Fish hybridise themselves extinct in Alpine lakes 
CH Source: newscientist 2/16/2012

When the going gets tough, species start merging. Lake-dwelling fish species that once lived separately began interbreeding when pollution forced them together. Ultimately most of the lakes’ remarkable diversity has been lost – and the same could be happening in threatened habitats around the world.

After the last ice age, whitefish (Coregonus) in Europe’s Alpine lakes split into several species, each with a specialised appearance and lifestyle. They first separated because they spawned in different places, some favouring the lake bottom and others the surface layers.
 

That all changed when the lakes became polluted in the mid-20th century, says Ole Seehausen of Eawag: Swiss Federal Institute of Aquatic Science and Technology in Kastanienbaum and the University of Bern, Switzerland. Fertiliser ran off farmland into the lakes, leaving them over-rich in nutrients – a phenomenon called eutrophication. This caused algal blooms in the lakes, which in turn caused oxygen levels to crash deep in the lakes.

Seehausen and colleagues now think that this oxygen crash forced species to merge. They studied the whitefish populations in 17 lakes, each of which was also studied in the 1920s, before the eutrophication began. Back then, the deeper lakes had more species.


# Task
Quote the listing in full, exactly as given, minus any pictures.
* * * * * * *
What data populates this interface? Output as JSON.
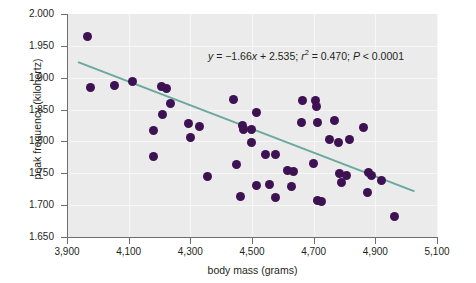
{
  "chart_data": {
    "type": "scatter",
    "title": "",
    "xlabel": "body mass (grams)",
    "ylabel": "peak frequency (kilohertz)",
    "xlim": [
      3900,
      5100
    ],
    "ylim": [
      1.65,
      2.0
    ],
    "xticks": [
      "3,900",
      "4,100",
      "4,300",
      "4,500",
      "4,700",
      "4,900",
      "5,100"
    ],
    "xtick_values": [
      3900,
      4100,
      4300,
      4500,
      4700,
      4900,
      5100
    ],
    "yticks": [
      "2.000",
      "1.950",
      "1.900",
      "1.850",
      "1.800",
      "1.750",
      "1.700",
      "1.650"
    ],
    "ytick_values": [
      2.0,
      1.95,
      1.9,
      1.85,
      1.8,
      1.75,
      1.7,
      1.65
    ],
    "grid": true,
    "legend": "none",
    "point_color": "#3d1152",
    "line_color": "#6aa89d",
    "panel_color": "#ebebeb",
    "annotation": {
      "text": "y = −1.66x + 2.535; r² = 0.470; P < 0.0001",
      "slope": -1.66,
      "intercept": 2.535,
      "r_squared": 0.47,
      "p_value": "< 0.0001",
      "eq_y": "y",
      "eq_body": " = −1.66",
      "eq_x": "x",
      "eq_tail": " + 2.535; ",
      "eq_r": "r",
      "eq_sup": "2",
      "eq_r_val": " = 0.470; ",
      "eq_p": "P",
      "eq_p_val": " < 0.0001"
    },
    "fit_line": {
      "x_start": 3936,
      "y_start": 1.9245,
      "x_end": 5027,
      "y_end": 1.7217
    },
    "points": [
      {
        "x": 3968,
        "y": 1.9645
      },
      {
        "x": 3975,
        "y": 1.884
      },
      {
        "x": 4055,
        "y": 1.8875
      },
      {
        "x": 4113,
        "y": 1.8945
      },
      {
        "x": 4205,
        "y": 1.8855
      },
      {
        "x": 4222,
        "y": 1.8835
      },
      {
        "x": 4236,
        "y": 1.859
      },
      {
        "x": 4210,
        "y": 1.842
      },
      {
        "x": 4179,
        "y": 1.817
      },
      {
        "x": 4180,
        "y": 1.7765
      },
      {
        "x": 4295,
        "y": 1.8285
      },
      {
        "x": 4300,
        "y": 1.806
      },
      {
        "x": 4330,
        "y": 1.823
      },
      {
        "x": 4356,
        "y": 1.7455
      },
      {
        "x": 4440,
        "y": 1.8665
      },
      {
        "x": 4470,
        "y": 1.8245
      },
      {
        "x": 4474,
        "y": 1.8195
      },
      {
        "x": 4497,
        "y": 1.8185
      },
      {
        "x": 4516,
        "y": 1.8455
      },
      {
        "x": 4498,
        "y": 1.799
      },
      {
        "x": 4450,
        "y": 1.7635
      },
      {
        "x": 4463,
        "y": 1.7135
      },
      {
        "x": 4545,
        "y": 1.7795
      },
      {
        "x": 4577,
        "y": 1.779
      },
      {
        "x": 4513,
        "y": 1.731
      },
      {
        "x": 4556,
        "y": 1.7325
      },
      {
        "x": 4577,
        "y": 1.712
      },
      {
        "x": 4615,
        "y": 1.7545
      },
      {
        "x": 4636,
        "y": 1.753
      },
      {
        "x": 4627,
        "y": 1.729
      },
      {
        "x": 4664,
        "y": 1.864
      },
      {
        "x": 4706,
        "y": 1.8645
      },
      {
        "x": 4708,
        "y": 1.8555
      },
      {
        "x": 4660,
        "y": 1.8295
      },
      {
        "x": 4713,
        "y": 1.829
      },
      {
        "x": 4766,
        "y": 1.8325
      },
      {
        "x": 4752,
        "y": 1.8035
      },
      {
        "x": 4780,
        "y": 1.799
      },
      {
        "x": 4815,
        "y": 1.803
      },
      {
        "x": 4700,
        "y": 1.7655
      },
      {
        "x": 4783,
        "y": 1.749
      },
      {
        "x": 4807,
        "y": 1.747
      },
      {
        "x": 4790,
        "y": 1.736
      },
      {
        "x": 4712,
        "y": 1.7075
      },
      {
        "x": 4724,
        "y": 1.706
      },
      {
        "x": 4862,
        "y": 1.8225
      },
      {
        "x": 4878,
        "y": 1.751
      },
      {
        "x": 4886,
        "y": 1.747
      },
      {
        "x": 4876,
        "y": 1.7205
      },
      {
        "x": 4920,
        "y": 1.739
      },
      {
        "x": 4962,
        "y": 1.682
      }
    ]
  }
}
* * * * * * *
# Problem solution
What data populates this interface? Output as JSON.
{
  "chart_data": {
    "type": "scatter",
    "title": "",
    "xlabel": "body mass (grams)",
    "ylabel": "peak frequency (kilohertz)",
    "xlim": [
      3900,
      5100
    ],
    "ylim": [
      1.65,
      2.0
    ],
    "xticks": [
      "3,900",
      "4,100",
      "4,300",
      "4,500",
      "4,700",
      "4,900",
      "5,100"
    ],
    "xtick_values": [
      3900,
      4100,
      4300,
      4500,
      4700,
      4900,
      5100
    ],
    "yticks": [
      "2.000",
      "1.950",
      "1.900",
      "1.850",
      "1.800",
      "1.750",
      "1.700",
      "1.650"
    ],
    "ytick_values": [
      2.0,
      1.95,
      1.9,
      1.85,
      1.8,
      1.75,
      1.7,
      1.65
    ],
    "grid": true,
    "legend": "none",
    "point_color": "#3d1152",
    "line_color": "#6aa89d",
    "panel_color": "#ebebeb",
    "annotation": {
      "text": "y = −1.66x + 2.535; r² = 0.470; P < 0.0001",
      "slope": -1.66,
      "intercept": 2.535,
      "r_squared": 0.47,
      "p_value": "< 0.0001",
      "eq_y": "y",
      "eq_body": " = −1.66",
      "eq_x": "x",
      "eq_tail": " + 2.535; ",
      "eq_r": "r",
      "eq_sup": "2",
      "eq_r_val": " = 0.470; ",
      "eq_p": "P",
      "eq_p_val": " < 0.0001"
    },
    "fit_line": {
      "x_start": 3936,
      "y_start": 1.9245,
      "x_end": 5027,
      "y_end": 1.7217
    },
    "points": [
      {
        "x": 3968,
        "y": 1.9645
      },
      {
        "x": 3975,
        "y": 1.884
      },
      {
        "x": 4055,
        "y": 1.8875
      },
      {
        "x": 4113,
        "y": 1.8945
      },
      {
        "x": 4205,
        "y": 1.8855
      },
      {
        "x": 4222,
        "y": 1.8835
      },
      {
        "x": 4236,
        "y": 1.859
      },
      {
        "x": 4210,
        "y": 1.842
      },
      {
        "x": 4179,
        "y": 1.817
      },
      {
        "x": 4180,
        "y": 1.7765
      },
      {
        "x": 4295,
        "y": 1.8285
      },
      {
        "x": 4300,
        "y": 1.806
      },
      {
        "x": 4330,
        "y": 1.823
      },
      {
        "x": 4356,
        "y": 1.7455
      },
      {
        "x": 4440,
        "y": 1.8665
      },
      {
        "x": 4470,
        "y": 1.8245
      },
      {
        "x": 4474,
        "y": 1.8195
      },
      {
        "x": 4497,
        "y": 1.8185
      },
      {
        "x": 4516,
        "y": 1.8455
      },
      {
        "x": 4498,
        "y": 1.799
      },
      {
        "x": 4450,
        "y": 1.7635
      },
      {
        "x": 4463,
        "y": 1.7135
      },
      {
        "x": 4545,
        "y": 1.7795
      },
      {
        "x": 4577,
        "y": 1.779
      },
      {
        "x": 4513,
        "y": 1.731
      },
      {
        "x": 4556,
        "y": 1.7325
      },
      {
        "x": 4577,
        "y": 1.712
      },
      {
        "x": 4615,
        "y": 1.7545
      },
      {
        "x": 4636,
        "y": 1.753
      },
      {
        "x": 4627,
        "y": 1.729
      },
      {
        "x": 4664,
        "y": 1.864
      },
      {
        "x": 4706,
        "y": 1.8645
      },
      {
        "x": 4708,
        "y": 1.8555
      },
      {
        "x": 4660,
        "y": 1.8295
      },
      {
        "x": 4713,
        "y": 1.829
      },
      {
        "x": 4766,
        "y": 1.8325
      },
      {
        "x": 4752,
        "y": 1.8035
      },
      {
        "x": 4780,
        "y": 1.799
      },
      {
        "x": 4815,
        "y": 1.803
      },
      {
        "x": 4700,
        "y": 1.7655
      },
      {
        "x": 4783,
        "y": 1.749
      },
      {
        "x": 4807,
        "y": 1.747
      },
      {
        "x": 4790,
        "y": 1.736
      },
      {
        "x": 4712,
        "y": 1.7075
      },
      {
        "x": 4724,
        "y": 1.706
      },
      {
        "x": 4862,
        "y": 1.8225
      },
      {
        "x": 4878,
        "y": 1.751
      },
      {
        "x": 4886,
        "y": 1.747
      },
      {
        "x": 4876,
        "y": 1.7205
      },
      {
        "x": 4920,
        "y": 1.739
      },
      {
        "x": 4962,
        "y": 1.682
      }
    ]
  }
}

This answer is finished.